Programming Tips: Comfortably Enum

After reading Casey Muratori's great articles on programming I've been inspired to post a few things on how I program.  In the last article he talked about enums, something I didn't really start using until after Gish, which can be very useful.  However, it can be unwieldy if you try to enumerate too many types, like for example a list of textures.  Say I have 4 player types, and 4 vehicle types, I could do something like this:

enum vehiclelist
  {
  VEHICLE_CAR,
  VEHICLE_TRUCK,
  VEHICLE_PLANE,
  VEHICLE_VAN,
  VEHICLE_END
  };

enum texturelist
  {
  TEXTURE_PLAYER01,
  TEXTURE_PLAYER02,
  TEXTURE_PLAYER03,
  TEXTURE_PLAYER04,
  TEXTURE_VEHICLE01,
  TEXTURE_VEHICLE02,
  TEXTURE_VEHICLE03,
  TEXTURE_VEHICLE04,
  TEXTURE_END
  };


Then to bind the texture for the plane I would use:

  vehicletype=VEHICLE_PLANE;
  glBindTexture(GL_TEXTURE_2D,texture[TEXTURE_VEHICLE01+vehicletype].glname);


The problem I ran into was if I wanted to add more vehicle types, or support more players, I would have to change the texturelist enum.  Also the enum would start to get very long, and while there's ways to shorten it I still felt that it was getting messy.
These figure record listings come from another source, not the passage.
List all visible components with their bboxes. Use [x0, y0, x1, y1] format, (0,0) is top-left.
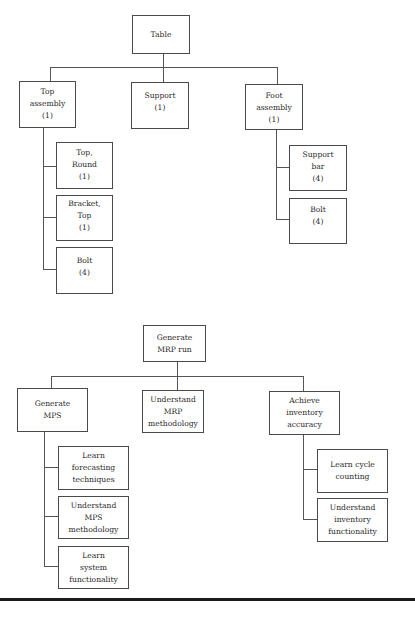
connector — [276, 129, 277, 219]
node-label: accuracy — [287, 419, 322, 431]
node-label: system — [80, 562, 107, 574]
node-label: MRP run — [157, 344, 191, 356]
connector — [276, 167, 289, 168]
node-label: Support — [302, 149, 333, 161]
node-label: counting — [336, 471, 370, 483]
node-label: inventory — [286, 407, 323, 419]
node-label: bar — [311, 161, 324, 173]
node-top-round: Top, Round (1) — [56, 142, 113, 189]
connector — [177, 361, 178, 377]
node-foot-assembly: Foot assembly (1) — [245, 84, 303, 130]
node-label: assembly — [256, 102, 292, 114]
node-learn-forecasting: Learn forecasting techniques — [58, 446, 129, 490]
node-label: Bracket, — [68, 198, 101, 210]
node-label: (1) — [155, 102, 166, 114]
connector — [44, 467, 58, 468]
node-label: Understand — [150, 394, 196, 406]
node-table: Table — [132, 15, 190, 54]
node-label: Understand — [71, 500, 117, 512]
node-label: Top — [78, 210, 92, 222]
node-label: methodology — [148, 418, 198, 430]
node-bracket-top: Bracket, Top (1) — [56, 195, 113, 241]
node-label: (1) — [79, 171, 90, 183]
connector — [43, 166, 56, 167]
node-label: functionality — [69, 574, 118, 586]
node-learn-system: Learn system functionality — [58, 546, 129, 589]
connector — [50, 67, 51, 81]
node-label: MPS — [43, 410, 61, 422]
node-label: Top, — [76, 147, 92, 159]
node-label: techniques — [72, 474, 114, 486]
node-label: Bolt — [77, 255, 93, 267]
connector — [43, 269, 56, 270]
node-label: (4) — [313, 173, 324, 185]
node-label: methodology — [69, 524, 119, 536]
node-label: MPS — [84, 512, 102, 524]
connector — [44, 516, 58, 517]
node-label: Generate — [35, 398, 71, 410]
connector — [303, 519, 317, 520]
node-label: functionality — [328, 526, 377, 538]
node-label: Achieve — [289, 395, 319, 407]
connector — [50, 67, 278, 68]
node-label: (1) — [269, 114, 280, 126]
node-bolt-top: Bolt (4) — [56, 247, 113, 294]
node-top-assembly: Top assembly (1) — [19, 81, 76, 128]
node-understand-mrp: Understand MRP methodology — [142, 390, 204, 433]
connector — [303, 434, 304, 520]
node-label: assembly — [30, 98, 66, 110]
node-label: Learn — [82, 450, 105, 462]
node-label: Foot — [265, 90, 282, 102]
node-generate-mps: Generate MPS — [17, 388, 88, 432]
connector — [51, 376, 52, 388]
node-label: Top — [41, 86, 55, 98]
connector — [177, 376, 178, 390]
node-learn-cycle-counting: Learn cycle counting — [317, 449, 388, 493]
node-understand-mps: Understand MPS methodology — [58, 496, 129, 539]
node-label: Learn cycle — [330, 459, 375, 471]
node-label: Learn — [82, 550, 105, 562]
node-label: Round — [72, 159, 97, 171]
connector — [43, 127, 44, 270]
node-label: (1) — [42, 110, 53, 122]
node-label: Support — [144, 90, 175, 102]
connector — [44, 566, 58, 567]
connector — [303, 469, 317, 470]
page-divider-rule — [0, 598, 415, 601]
node-label: MRP — [164, 406, 183, 418]
connector — [163, 67, 164, 82]
node-support-bar: Support bar (4) — [289, 145, 347, 191]
node-generate-mrp-run: Generate MRP run — [143, 325, 206, 362]
node-bolt-foot: Bolt (4) — [289, 198, 347, 244]
node-label: Bolt — [310, 204, 326, 216]
node-support: Support (1) — [131, 82, 189, 129]
connector — [303, 376, 304, 391]
connector — [276, 219, 289, 220]
node-label: forecasting — [72, 462, 115, 474]
node-label: inventory — [334, 514, 371, 526]
node-achieve-inventory-accuracy: Achieve inventory accuracy — [269, 391, 340, 435]
connector — [163, 53, 164, 68]
node-label: (4) — [79, 267, 90, 279]
node-understand-inventory: Understand inventory functionality — [317, 498, 388, 542]
node-label: Table — [151, 29, 172, 41]
connector — [277, 67, 278, 84]
connector — [44, 431, 45, 567]
node-label: (4) — [313, 216, 324, 228]
node-label: Understand — [330, 502, 376, 514]
node-label: (1) — [79, 222, 90, 234]
connector — [43, 217, 56, 218]
node-label: Generate — [157, 332, 193, 344]
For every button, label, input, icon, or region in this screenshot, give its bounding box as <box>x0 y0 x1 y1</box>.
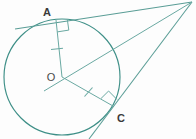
radius-oc <box>62 77 113 106</box>
right-angle-marker-c <box>101 91 117 100</box>
tangent-line-a <box>15 2 192 29</box>
label-point-o: O <box>47 71 56 83</box>
tangent-line-c <box>89 2 192 139</box>
tick-mark-oa <box>51 48 63 49</box>
label-point-a: A <box>43 6 51 18</box>
geometry-figure: A O C <box>0 0 196 139</box>
line-p-to-o <box>44 2 192 91</box>
label-point-c: C <box>117 112 125 124</box>
tick-mark-oc <box>85 88 93 97</box>
geometry-canvas: A O C <box>0 0 196 139</box>
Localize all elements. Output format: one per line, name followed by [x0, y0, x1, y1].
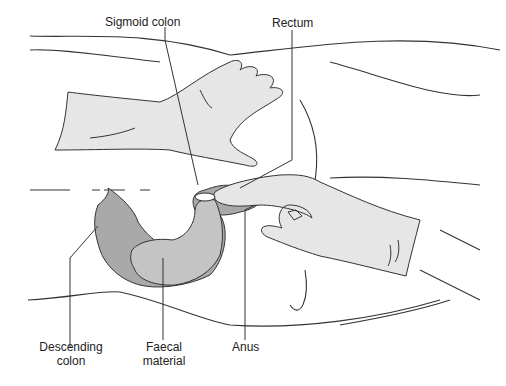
label-faecal-material-line1: Faecal [138, 340, 190, 354]
anus-opening [195, 193, 215, 201]
right-arm-line [420, 270, 480, 300]
label-rectum: Rectum [272, 16, 313, 30]
body-contour-top-right [330, 62, 480, 96]
body-contour-bottom-right [340, 300, 450, 325]
label-anus: Anus [232, 340, 259, 354]
label-descending-colon: Descending colon [36, 340, 106, 368]
anatomy-illustration [0, 0, 506, 386]
diagram-canvas: Sigmoid colon Rectum Descending colon Fa… [0, 0, 506, 386]
label-descending-colon-line2: colon [36, 354, 106, 368]
body-contour-upper [30, 36, 500, 55]
label-sigmoid-colon: Sigmoid colon [105, 15, 180, 29]
body-contour-left [30, 50, 160, 62]
label-descending-colon-line1: Descending [36, 340, 106, 354]
leader-descending-colon [70, 226, 98, 348]
leader-anus [245, 205, 255, 340]
body-contour-lower [28, 292, 440, 326]
right-body-line [330, 177, 480, 185]
right-arm-line-2 [440, 230, 480, 250]
thigh-curve [290, 270, 306, 310]
glove-hand-top [55, 60, 283, 166]
label-faecal-material: Faecal material [138, 340, 190, 368]
label-faecal-material-line2: material [138, 354, 190, 368]
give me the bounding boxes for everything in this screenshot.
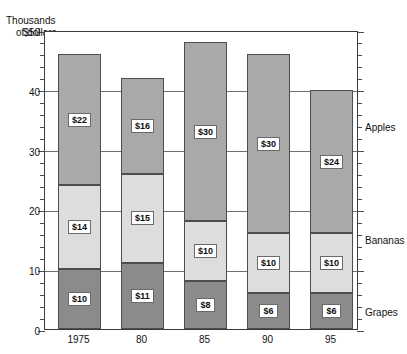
y-axis-minor-tick	[357, 247, 362, 248]
bar-value-label: $11	[131, 289, 154, 303]
series-label-grapes: Grapes	[365, 307, 398, 318]
y-axis-minor-tick	[357, 67, 362, 68]
bar-value-label: $16	[131, 119, 154, 133]
bar-segment-grapes[interactable]: $8	[184, 281, 227, 329]
stacked-bar-chart: Thousands of dollars 010203040$50$10$14$…	[0, 0, 407, 354]
y-axis-minor-tick	[40, 175, 45, 176]
y-axis-minor-tick	[40, 43, 45, 44]
bar-segment-apples[interactable]: $30	[247, 54, 290, 233]
y-axis-label: $50	[23, 27, 40, 38]
y-axis-minor-tick	[40, 115, 45, 116]
y-axis-label: 20	[29, 206, 40, 217]
y-axis-minor-tick	[40, 187, 45, 188]
bar-value-label: $30	[194, 125, 217, 139]
series-label-bananas: Bananas	[365, 235, 404, 246]
axis-title-line-1: Thousands	[6, 15, 55, 26]
x-axis-label-1975: 1975	[57, 334, 100, 345]
y-axis-minor-tick	[40, 103, 45, 104]
bar-segment-grapes[interactable]: $11	[121, 263, 164, 329]
y-axis-minor-tick	[40, 127, 45, 128]
y-axis-tick	[357, 271, 364, 272]
bar-value-label: $6	[322, 304, 340, 318]
y-axis-minor-tick	[40, 283, 45, 284]
y-axis-minor-tick	[40, 307, 45, 308]
y-axis-tick	[357, 331, 364, 332]
bar-segment-bananas[interactable]: $14	[58, 185, 101, 269]
y-axis-minor-tick	[357, 307, 362, 308]
y-axis-minor-tick	[357, 295, 362, 296]
bar-segment-bananas[interactable]: $15	[121, 174, 164, 264]
bar-segment-apples[interactable]: $24	[310, 90, 353, 234]
bar-value-label: $24	[320, 155, 343, 169]
y-axis-minor-tick	[40, 259, 45, 260]
y-axis-minor-tick	[40, 199, 45, 200]
y-axis-tick	[357, 32, 364, 33]
bar-90[interactable]: $6$10$30	[247, 30, 290, 329]
y-axis-minor-tick	[357, 175, 362, 176]
bar-95[interactable]: $6$10$24	[310, 30, 353, 329]
y-axis-minor-tick	[357, 43, 362, 44]
bar-segment-bananas[interactable]: $10	[310, 233, 353, 293]
y-axis-minor-tick	[357, 235, 362, 236]
bar-segment-apples[interactable]: $16	[121, 78, 164, 174]
y-axis-minor-tick	[357, 319, 362, 320]
bar-85[interactable]: $8$10$30	[184, 30, 227, 329]
y-axis-minor-tick	[357, 139, 362, 140]
bar-value-label: $10	[320, 256, 343, 270]
x-axis-label-80: 80	[120, 334, 163, 345]
bar-80[interactable]: $11$15$16	[121, 30, 164, 329]
y-axis-minor-tick	[357, 55, 362, 56]
bar-segment-grapes[interactable]: $10	[58, 269, 101, 329]
bar-value-label: $10	[68, 292, 91, 306]
y-axis-minor-tick	[40, 67, 45, 68]
bar-segment-grapes[interactable]: $6	[247, 293, 290, 329]
y-axis-minor-tick	[357, 103, 362, 104]
y-axis-minor-tick	[357, 127, 362, 128]
y-axis-minor-tick	[357, 223, 362, 224]
y-axis-minor-tick	[357, 79, 362, 80]
y-axis-minor-tick	[40, 79, 45, 80]
y-axis-minor-tick	[40, 223, 45, 224]
bar-segment-bananas[interactable]: $10	[247, 233, 290, 293]
bar-value-label: $30	[257, 137, 280, 151]
bar-segment-bananas[interactable]: $10	[184, 221, 227, 281]
y-axis-minor-tick	[40, 295, 45, 296]
y-axis-minor-tick	[40, 163, 45, 164]
bar-value-label: $15	[131, 211, 154, 225]
plot-area: 010203040$50$10$14$22$11$15$16$8$10$30$6…	[44, 31, 358, 330]
x-axis-label-95: 95	[309, 334, 352, 345]
bar-value-label: $10	[194, 244, 217, 258]
y-axis-minor-tick	[40, 139, 45, 140]
x-axis-label-90: 90	[246, 334, 289, 345]
bar-segment-apples[interactable]: $30	[184, 42, 227, 221]
y-axis-minor-tick	[357, 283, 362, 284]
x-axis-label-85: 85	[183, 334, 226, 345]
y-axis-minor-tick	[40, 235, 45, 236]
y-axis-tick	[357, 211, 364, 212]
y-axis-minor-tick	[357, 187, 362, 188]
y-axis-label: 40	[29, 86, 40, 97]
series-label-apples: Apples	[365, 121, 396, 132]
y-axis-label: 10	[29, 266, 40, 277]
y-axis-minor-tick	[40, 55, 45, 56]
y-axis-minor-tick	[357, 259, 362, 260]
y-axis-label: 0	[34, 326, 40, 337]
y-axis-tick	[357, 151, 364, 152]
bar-1975[interactable]: $10$14$22	[58, 30, 101, 329]
y-axis-label: 30	[29, 146, 40, 157]
bar-value-label: $22	[68, 113, 91, 127]
bar-value-label: $10	[257, 256, 280, 270]
y-axis-minor-tick	[357, 115, 362, 116]
y-axis-tick	[357, 91, 364, 92]
bar-value-label: $8	[196, 298, 214, 312]
bar-value-label: $14	[68, 220, 91, 234]
bar-segment-grapes[interactable]: $6	[310, 293, 353, 329]
y-axis-minor-tick	[357, 199, 362, 200]
y-axis-minor-tick	[40, 319, 45, 320]
y-axis-minor-tick	[40, 247, 45, 248]
y-axis-minor-tick	[357, 163, 362, 164]
bar-segment-apples[interactable]: $22	[58, 54, 101, 186]
bar-value-label: $6	[259, 304, 277, 318]
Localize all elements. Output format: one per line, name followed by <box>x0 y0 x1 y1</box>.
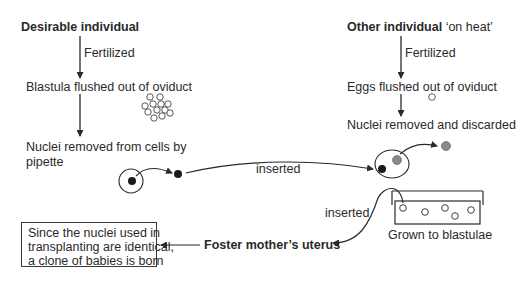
right-step-eggs: Eggs flushed out of oviduct <box>347 80 497 95</box>
conclusion-line2: transplanting are identical, <box>28 240 156 254</box>
blastula-cluster-icon <box>142 94 173 121</box>
right-step-nuclei: Nuclei removed and discarded <box>347 118 516 133</box>
extracted-nucleus-icon <box>174 170 182 178</box>
left-step-nuclei-line1: Nuclei removed from cells by <box>26 140 186 155</box>
left-step-blastula: Blastula flushed out of oviduct <box>26 80 192 95</box>
inserted-label-2: inserted <box>325 206 369 221</box>
inserted-label-1: inserted <box>256 162 300 177</box>
culture-dish-icon <box>392 191 483 224</box>
conclusion-box: Since the nuclei used in transplanting a… <box>21 222 157 267</box>
dish-label: Grown to blastulae <box>388 228 492 243</box>
left-fertilized-label: Fertilized <box>84 46 135 61</box>
discarded-nucleus-icon <box>442 142 451 151</box>
right-fertilized-label: Fertilized <box>405 46 456 61</box>
discard-nucleus-arrow <box>400 144 437 154</box>
right-title-bold: Other individual <box>347 20 442 34</box>
conclusion-line3: a clone of babies is born <box>28 254 156 268</box>
right-title-rest: ‘on heat’ <box>446 20 493 34</box>
right-title: Other individual ‘on heat’ <box>347 20 493 35</box>
uterus-label: Foster mother’s uterus <box>204 238 340 253</box>
left-title: Desirable individual <box>21 20 139 35</box>
recipient-egg-icon <box>375 150 409 178</box>
left-step-nuclei-line2: pipette <box>26 155 64 170</box>
conclusion-line1: Since the nuclei used in <box>28 226 156 240</box>
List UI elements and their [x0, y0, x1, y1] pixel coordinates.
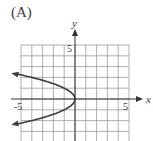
- curve-arrow-lower-icon: [11, 120, 18, 126]
- y-axis-arrow-icon: [72, 29, 78, 36]
- x-tick-label-5: 5: [123, 101, 128, 112]
- x-axis-arrow-icon: [136, 96, 143, 102]
- curve-arrow-upper-icon: [11, 72, 18, 78]
- x-tick-label-neg5: -5: [14, 101, 22, 112]
- chart-svg: x y -5 5 5: [0, 0, 153, 141]
- graph-figure: (A) x y -5 5 5: [0, 0, 153, 141]
- x-axis-label: x: [145, 93, 151, 105]
- y-axis-label: y: [71, 17, 77, 29]
- y-tick-label-5: 5: [67, 43, 72, 54]
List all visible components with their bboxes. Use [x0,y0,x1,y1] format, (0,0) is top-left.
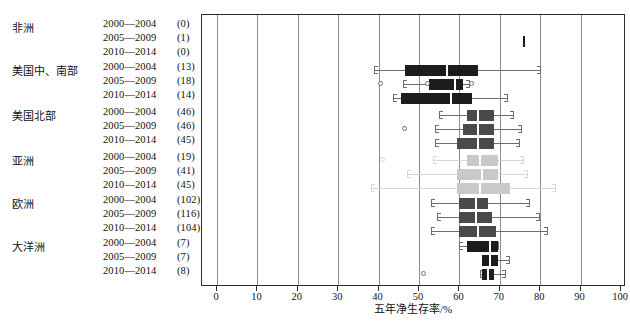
group-label-3: 美国北部 [12,107,56,123]
whisker-cap-high [504,94,508,102]
registry-count: (7) [177,251,190,262]
period-row: 2005—2009(46) [103,120,195,131]
box-iqr [457,138,493,149]
whisker-cap-high [502,270,506,278]
period-row: 2005—2009(7) [103,251,190,262]
boxplot-row [202,211,624,223]
registry-count: (46) [177,106,195,117]
period-row: 2005—2009(18) [103,75,195,86]
period-years: 2005—2009 [103,251,177,262]
boxplot-row [202,92,624,104]
boxplot-row [202,78,624,90]
median-line [454,79,456,90]
boxplot-row [202,254,624,266]
period-row: 2010—2014(0) [103,46,190,57]
boxplot-row [202,123,624,135]
box-iqr [463,124,493,135]
period-years: 2000—2004 [103,61,177,72]
period-years: 2010—2014 [103,265,177,276]
whisker-cap-low [431,227,435,235]
box-iqr [467,110,493,121]
period-row: 2010—2014(45) [103,134,195,145]
median-line [475,212,477,223]
period-row: 2000—2004(0) [103,18,190,29]
period-row: 2000—2004(102) [103,194,200,205]
boxplot-row [202,21,624,33]
registry-count: (7) [177,237,190,248]
box-iqr [401,93,472,104]
box-iqr [457,169,497,180]
whisker-cap-low [433,156,437,164]
period-years: 2005—2009 [103,75,177,86]
whisker-cap-low [437,213,441,221]
period-years: 2000—2004 [103,151,177,162]
registry-count: (0) [177,46,190,57]
whisker-cap-high [516,139,520,147]
whisker-cap-high [526,199,530,207]
period-row: 2000—2004(7) [103,237,190,248]
outlier-point [380,157,385,162]
box-iqr [459,198,487,209]
whisker-cap-low [439,111,443,119]
boxplot-row [202,197,624,209]
boxplot-row [202,35,624,47]
registry-count: (41) [177,165,195,176]
group-label-5: 欧洲 [12,195,34,211]
registry-count: (13) [177,61,195,72]
whisker-cap-low [431,199,435,207]
outlier-point [402,126,407,131]
median-line [477,226,479,237]
registry-count: (14) [177,89,195,100]
boxplot-row [202,240,624,252]
registry-count: (46) [177,120,195,131]
registry-count: (102) [177,194,200,205]
period-years: 2005—2009 [103,208,177,219]
outlier-point [425,81,430,86]
median-line [477,124,479,135]
median-line [521,36,523,47]
median-line [477,110,479,121]
period-years: 2010—2014 [103,134,177,145]
whisker-cap-low [403,80,407,88]
median-line [479,155,481,166]
whisker-cap-low [374,66,378,74]
registry-count: (0) [177,18,190,29]
box-iqr [467,155,497,166]
median-line [487,269,489,280]
period-row: 2010—2014(104) [103,222,200,233]
whisker-cap-low [435,139,439,147]
period-years: 2010—2014 [103,179,177,190]
median-line [489,255,491,266]
boxplot-row [202,64,624,76]
group-label-6: 大洋洲 [12,238,45,254]
whisker-cap-low [393,94,397,102]
median-line [489,241,491,252]
median-line [481,169,483,180]
period-years: 2005—2009 [103,32,177,43]
registry-count: (116) [177,208,200,219]
period-years: 2010—2014 [103,89,177,100]
boxplot-row [202,182,624,194]
boxplot-row [202,49,624,61]
period-years: 2010—2014 [103,222,177,233]
whisker-cap-high [552,184,556,192]
period-years: 2000—2004 [103,18,177,29]
group-label-2: 美国中、南部 [12,62,78,78]
registry-count: (104) [177,222,200,233]
period-row: 2005—2009(41) [103,165,195,176]
boxplot-row [202,168,624,180]
boxplot-row [202,109,624,121]
period-row: 2005—2009(116) [103,208,200,219]
median-line [479,183,481,194]
box-iqr [467,241,497,252]
registry-count: (8) [177,265,190,276]
period-row: 2010—2014(45) [103,179,195,190]
period-years: 2005—2009 [103,120,177,131]
registry-count: (45) [177,179,195,190]
boxplot-row [202,268,624,280]
whisker-cap-low [407,170,411,178]
period-years: 2000—2004 [103,106,177,117]
median-line [450,93,452,104]
whisker-cap-high [537,66,541,74]
period-row: 2010—2014(8) [103,265,190,276]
What I came up with instead is using a simple struct that's enumerated at run-time.  So the texture enum looks like this:

struct
  {
  int loc;
  int player[MAXNUMOFPLAYERS];
  int vehicle[VEHICLE_END];
  } texturelist;

void setuptexturelist(void)
  {
  int count;

  texturelist.loc=0;
  for (count=0;count<MAXNUMOFPLAYERS;count++)
    texturelist.player[count]=texturelist.loc++;
  for (count=0;count<VEHICLE_END;count++)
    texturelist.vehicle[count]=texturelist.loc++;
  }


And to bind the texture:

  vehicletype=VEHICLE_PLANE;
  glBindTexture(GL_TEXTURE_2D,texture[texturelist.vehicle[vehicletype]].glname);


The advantage here is I can add or remove vehicle types without having to change the texture enum, and I can have all types of textures without having a giant enum.  The only disadvantage is you have to call the setuptexturelist function at the beginning of the program.  This is actually the cause of the sound bug in Sub Rosa, where the car crashing into something plays the gunshot sound.  I wasn't calling the setupsoundlist function in the dedicated server, so all the of the soundlist is set to 0, which is the gunshot sound.  So you do have to remember to call the functions to enumerate even if the dedicated server isn't playing any sounds or displaying any textures.